For his directorial debut, Keanu Reeves chooses the somewhat bizarre choice of a martial arts tournament flick, similar to Enter The Dragon or Bloodsport, shot almost entirely on location in Hong Kong and Beijing. Reeves takes for himself the role of the villain, Donaka Mark, orchestrator of an underground martial arts betting syndicate. Reeves gifts the lead in his film to the unknown Tiger Chen Hu, part of Yuen Wo Ping’s stunt team with whom Reeves worked on The Matrix. Chen plays a Tai Chi student who reluctantly joins Mark’s fight club to raise the necessary funds to save his kung fu temple, only to soon find himself out of his depth.
Chen is clearly a highly experienced martial artist and stuntman back lacks a certain onscreen charisma to really see Man of Tai Chi be a breakout role for him. Reeves goes all-out as the villain, but in doing so exposes his own acting limitations, failing to bring the necessary gravitas or threat to his role. Karen Mok fares much better as the feisty Hong Kong cop investigating the deaths from Mark’s fights, while Simon Yam also makes a brief cameo as Mok’s senior officer. Viewers will also spot The Raid‘s Iko Uwais as one of the other contenders, but he feels somewhat wasted considering what we have seen him do under Gareth Evans’ direction.
While Man of Tai Chi is something of an underwhelming oddity, it is not without its charms, and ticks enough boxes to warrant a Friday night rental accompanied by a pizza and a few beers – which is all many films of this nature have ever warranted. It’s just bizarre that Reeves would go to all the effort of spending the best part of a year in China making a film that is ultimately so unremarkable in its intentions.
That said, what Reeves and the film do manage to achieve is to create a wonderful sense of place, both in Hong Kong and in Beijing. Perhaps this will go unnoticed by the vast majority of the film’s eventual audience (it opened first in China, where it made little impact), but he rather brilliantly captures and accentuates the different environments of the two cities, so we always know where we are and how they differ.
There were a number of films at Fantastic Fest this year – including Man of Tai Chi, Grand Piano and Eli Roth’s The Green Inferno among others – that feel like a deliberate retreat back to basics, shying away from high concept big budget narratives, or more meaningful character-based dramas to deliver old fashion genre thrills reminiscent of fare from decades past. There’s nothing wrong with this kind of approach to filmmaking, I just hoped there would be something more going on in Man of Tai Chi than just a man doing tai chi.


**Task directions**
Find the lines below that contain the word "scale" and count them. Only the number should be given.

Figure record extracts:
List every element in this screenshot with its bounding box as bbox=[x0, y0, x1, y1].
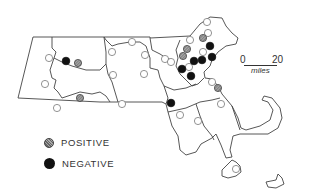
negative-site-marker bbox=[178, 65, 186, 73]
open-site-marker bbox=[199, 48, 206, 55]
open-site-marker bbox=[167, 58, 174, 65]
open-site-marker bbox=[128, 38, 135, 45]
negative-site-marker bbox=[167, 99, 175, 107]
open-site-marker bbox=[140, 70, 147, 77]
negative-site-marker bbox=[206, 42, 214, 50]
positive-site-marker bbox=[76, 94, 83, 101]
positive-site-marker bbox=[199, 34, 206, 41]
open-site-marker bbox=[208, 78, 215, 85]
open-site-marker bbox=[141, 51, 148, 58]
legend-label-negative: NEGATIVE bbox=[62, 158, 114, 169]
open-site-marker bbox=[53, 104, 60, 111]
negative-site-marker bbox=[190, 57, 198, 65]
open-site-marker bbox=[232, 165, 239, 172]
legend-item-positive: POSITIVE bbox=[44, 137, 110, 148]
legend-item-negative: NEGATIVE bbox=[44, 158, 114, 169]
positive-site-marker bbox=[74, 59, 81, 66]
positive-site-marker bbox=[179, 52, 186, 59]
open-site-marker bbox=[217, 100, 224, 107]
negative-site-marker bbox=[187, 72, 195, 80]
open-site-marker bbox=[203, 18, 210, 25]
open-site-marker bbox=[176, 111, 183, 118]
open-site-marker bbox=[185, 63, 192, 70]
scale-start: 0 bbox=[240, 54, 246, 65]
positive-site-marker bbox=[183, 45, 190, 52]
sample-sites bbox=[41, 18, 239, 172]
scale-bar: 0 20 miles bbox=[238, 54, 288, 82]
open-site-marker bbox=[109, 71, 116, 78]
legend-label-positive: POSITIVE bbox=[61, 137, 110, 148]
open-site-marker bbox=[194, 117, 201, 124]
islands bbox=[222, 160, 284, 188]
negative-site-marker bbox=[198, 56, 206, 64]
scale-end: 20 bbox=[272, 54, 283, 65]
open-site-marker bbox=[108, 48, 115, 55]
open-site-marker bbox=[186, 36, 193, 43]
negative-site-marker bbox=[62, 57, 70, 65]
negative-dot-icon bbox=[44, 158, 55, 169]
scale-unit: miles bbox=[251, 66, 270, 75]
positive-dot-icon bbox=[44, 138, 54, 148]
open-site-marker bbox=[41, 80, 48, 87]
negative-site-marker bbox=[208, 53, 216, 61]
open-site-marker bbox=[118, 100, 125, 107]
positive-site-marker bbox=[214, 84, 221, 91]
open-site-marker bbox=[45, 54, 52, 61]
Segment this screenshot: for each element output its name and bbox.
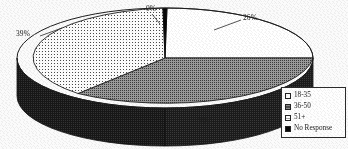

**The completed task**
4